Saturday, February 09, 2008

Clinton vs. Obama on Catastropic Insurance Reform

A comment by bayoustjohndavid in the comment thread in one of my previous postings made me want to highlight and compare both the Clinton plan and the Obama plan for Gulf Coast Recovery, especially regarding catastrophic insurance reform.

As you will see from both plans, they are very similar in many respects. But this is how each plan approaches the subject of catastrophic insurance reform.

The Clinton plan says this about insurance in a section on affordable housing:

In addition to addressing Road Home, Senator Clinton would pursue two specific policy initiatives. First, she would address the skyrocketing cost of insurance by: investigating insurance pricing and claims adjustment practices in the Gulf region; reforming the National Flood Insurance Program; reviewing the insurance industry’s antitrust exemption; and working with states to support their insurance programs.
Investigating, reforming, reviewing, and working with. Sounds nice, but falls short on specifics.

The Obama plan says the following:
Provide an Insurance Backstop: The damage caused by catastrophic hurricanes and other natural disasters over the past few years makes clear that we need a paradigm shift in how the Federal government responds to major emergencies. Rather than only stepping in after the fact with expensive clean-ups and financial bailouts, the Federal government should work with the insurance industry before the next major disaster to set up an efficient catastrophe insurance "backstop" that protects both homeowners and business owners against catastrophic loss. Barack Obama will create a National Catastrophe Insurance Reserve that would be funded by private insurers contributing a portion of the premiums they collect from policyholders. Such a framework would neither distort the insurance market nor discourage risk avoidance and risk mitigation investments because insurers would not be forced out of high-risk markets for fear of bankruptcy in the event of a disaster. With this program in place, disaster victims would no longer have to depend solely on taxpayer-funded federal disaster aid loans. It has been estimated that a properly managed fund could save homeowners $11.6 billion on annual insurance premiums.
Perhaps not perfect, but much more specific and detailed than Hillary Clinton's vague statements. If catastrophic insurance reform was a concern of mine, I'd pick Obama's plan over Clinton's plan any day of the week, every time. Its not only more specific and clearer, but I think it's also a more progressive and innovative solution.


- **Task item**: Report how many lines in the data below hold "star", with no other words.

- **Data to process**:
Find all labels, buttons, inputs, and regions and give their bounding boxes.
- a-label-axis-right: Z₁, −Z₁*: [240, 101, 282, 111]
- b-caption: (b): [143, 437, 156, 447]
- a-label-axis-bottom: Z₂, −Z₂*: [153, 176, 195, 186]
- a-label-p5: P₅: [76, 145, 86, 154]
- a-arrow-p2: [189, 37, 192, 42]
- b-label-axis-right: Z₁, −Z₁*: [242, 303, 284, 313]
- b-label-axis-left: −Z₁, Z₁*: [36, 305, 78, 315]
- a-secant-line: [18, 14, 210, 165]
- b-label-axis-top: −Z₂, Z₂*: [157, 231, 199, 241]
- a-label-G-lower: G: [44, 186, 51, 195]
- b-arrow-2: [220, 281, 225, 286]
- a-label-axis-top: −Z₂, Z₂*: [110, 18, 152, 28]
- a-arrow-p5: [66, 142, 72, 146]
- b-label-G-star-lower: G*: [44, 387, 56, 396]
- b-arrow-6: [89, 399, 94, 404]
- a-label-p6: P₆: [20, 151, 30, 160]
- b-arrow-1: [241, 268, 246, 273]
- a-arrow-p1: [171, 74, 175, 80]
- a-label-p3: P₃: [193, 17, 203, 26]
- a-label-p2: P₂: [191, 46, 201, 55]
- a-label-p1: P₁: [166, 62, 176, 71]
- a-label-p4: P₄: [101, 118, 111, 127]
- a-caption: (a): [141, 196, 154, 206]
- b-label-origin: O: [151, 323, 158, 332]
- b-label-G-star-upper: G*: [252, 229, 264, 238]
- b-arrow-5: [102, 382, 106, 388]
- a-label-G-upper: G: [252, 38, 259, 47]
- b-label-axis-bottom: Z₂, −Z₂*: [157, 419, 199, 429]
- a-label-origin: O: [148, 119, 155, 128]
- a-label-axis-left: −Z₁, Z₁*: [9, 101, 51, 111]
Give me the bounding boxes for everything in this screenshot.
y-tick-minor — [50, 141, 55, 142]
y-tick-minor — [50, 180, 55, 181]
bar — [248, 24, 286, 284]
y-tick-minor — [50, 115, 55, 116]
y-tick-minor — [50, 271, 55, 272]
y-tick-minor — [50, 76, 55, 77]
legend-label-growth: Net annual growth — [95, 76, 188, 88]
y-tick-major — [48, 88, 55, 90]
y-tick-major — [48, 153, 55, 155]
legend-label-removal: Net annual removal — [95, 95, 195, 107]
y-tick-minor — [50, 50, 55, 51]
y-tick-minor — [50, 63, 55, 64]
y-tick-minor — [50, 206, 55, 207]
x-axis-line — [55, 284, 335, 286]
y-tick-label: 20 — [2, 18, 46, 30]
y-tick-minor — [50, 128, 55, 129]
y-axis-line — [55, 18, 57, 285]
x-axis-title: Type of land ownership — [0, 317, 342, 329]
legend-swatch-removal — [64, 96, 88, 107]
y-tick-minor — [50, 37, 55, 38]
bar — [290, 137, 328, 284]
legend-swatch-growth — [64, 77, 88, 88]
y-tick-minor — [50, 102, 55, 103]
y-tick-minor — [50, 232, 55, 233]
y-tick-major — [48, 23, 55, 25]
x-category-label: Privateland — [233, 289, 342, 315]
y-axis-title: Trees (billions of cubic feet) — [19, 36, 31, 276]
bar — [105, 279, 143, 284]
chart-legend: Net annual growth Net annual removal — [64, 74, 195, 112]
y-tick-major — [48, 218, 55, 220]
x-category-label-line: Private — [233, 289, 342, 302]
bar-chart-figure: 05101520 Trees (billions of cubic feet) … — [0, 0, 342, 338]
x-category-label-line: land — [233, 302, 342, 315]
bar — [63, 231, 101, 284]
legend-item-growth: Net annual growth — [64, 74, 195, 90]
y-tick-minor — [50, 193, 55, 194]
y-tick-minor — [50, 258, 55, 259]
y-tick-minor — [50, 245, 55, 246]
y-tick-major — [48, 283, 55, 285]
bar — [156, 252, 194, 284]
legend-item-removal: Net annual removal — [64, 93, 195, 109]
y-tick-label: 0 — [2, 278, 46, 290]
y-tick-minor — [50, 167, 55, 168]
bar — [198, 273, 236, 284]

- **Finished exercise**: 2